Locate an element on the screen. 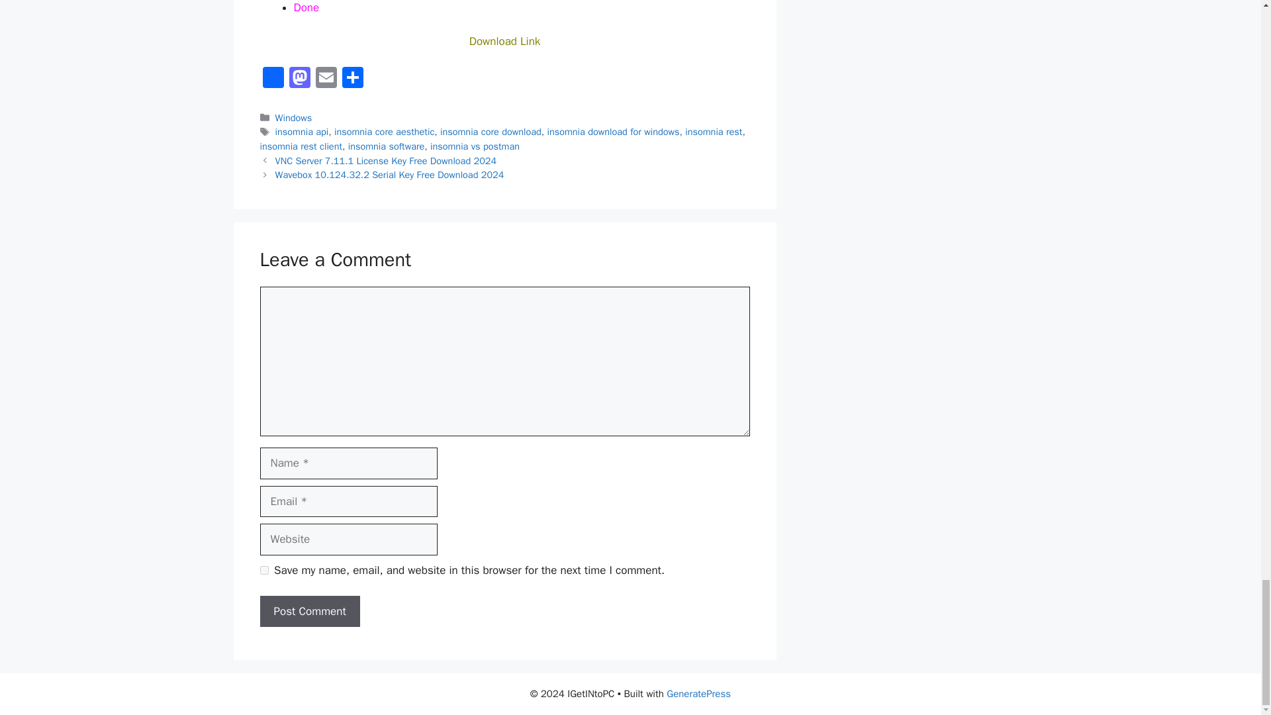 This screenshot has width=1271, height=715. Download Link is located at coordinates (504, 41).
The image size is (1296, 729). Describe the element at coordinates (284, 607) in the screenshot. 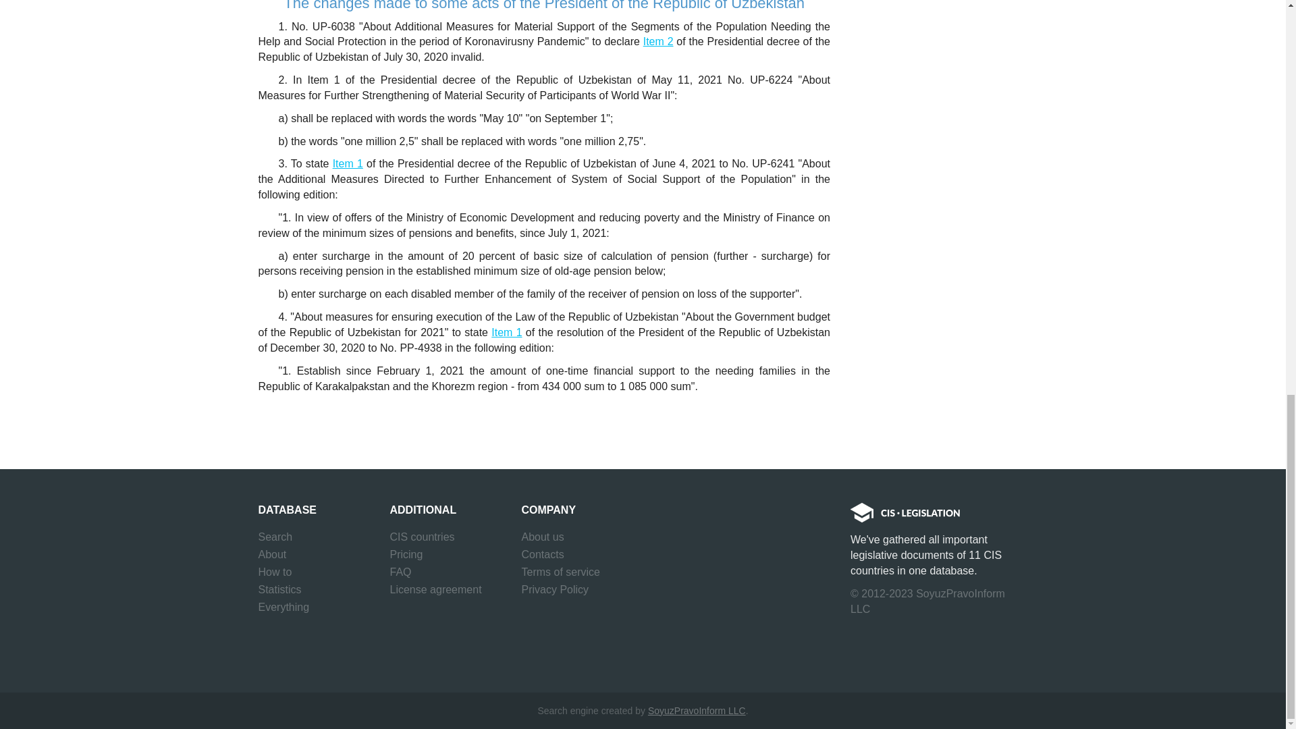

I see `Everything` at that location.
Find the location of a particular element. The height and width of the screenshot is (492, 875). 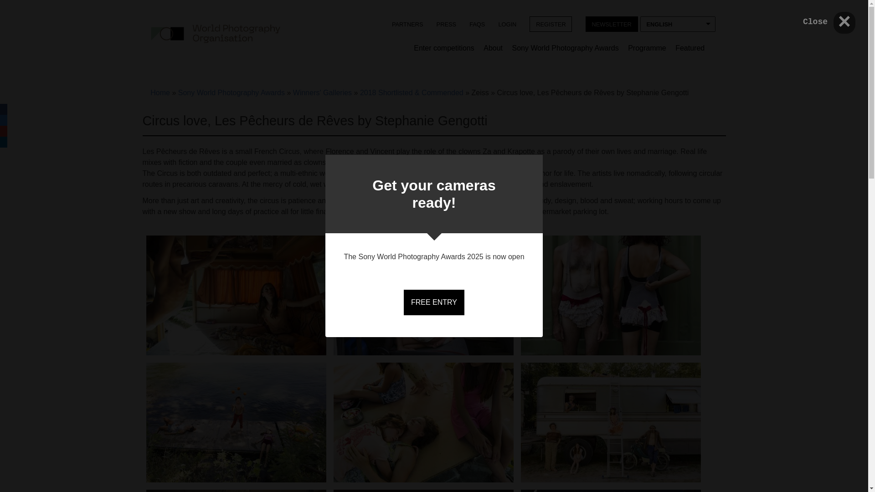

ENGLISH is located at coordinates (677, 24).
────────────────────
## Instructions to follow
Every line from the one with "Find the location" through the end of the material above should be restated word for word, with the pictures left out.

## Answer to this exercise
Find the location of a particular element. The height and width of the screenshot is (492, 875). 

ENGLISH is located at coordinates (677, 24).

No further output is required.